KURTZ: Fascinating conversation. Dana Perino, thanks very much for joining us.

PERINO: Thanks, Howie.

KURTZ: Well, that's it for us. I'm Howard Kurtz. I hope you'll subscribe to my podcast "Media Buzz Meter," you can subscribe at Apple iTunes, Google Play or foxnewspodcast.com.

Now, just a personal note, I was here late the other night covering the Democratic debate going on the air, but I had another TV going, and it had the Washington Nationals game. And I was watching as the Nats beat the Cardinals to get into the World Series, and I got to say, at times the game packed a lot more punch than the three-hour CNN debate. I kept turning off the sound, turning on the sound. Don't tell anybody.

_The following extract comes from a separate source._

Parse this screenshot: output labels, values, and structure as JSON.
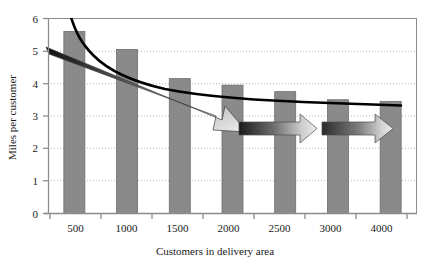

But the reason this is such a big deal when I moved to D.C., there was no baseball team. There was no baseball team here for 33 years. The last time there was a Washington franchise in the World Series, 1933. You know who threw out the first ball? FDR.

So, it's been a long time coming and I was watching Chris Wallace's show "Fox News Sunday," and he had a special guest come out. You see Teddy Roosevelt; he is one of the four presidents who make the rounds at the Nationals game. So, World Series fever here at the nation's capital. Forget about all this other stuff.

I'll be back here next Sunday morning. We hope you'll join us 11 Eastern. See you then with the latest Buzz.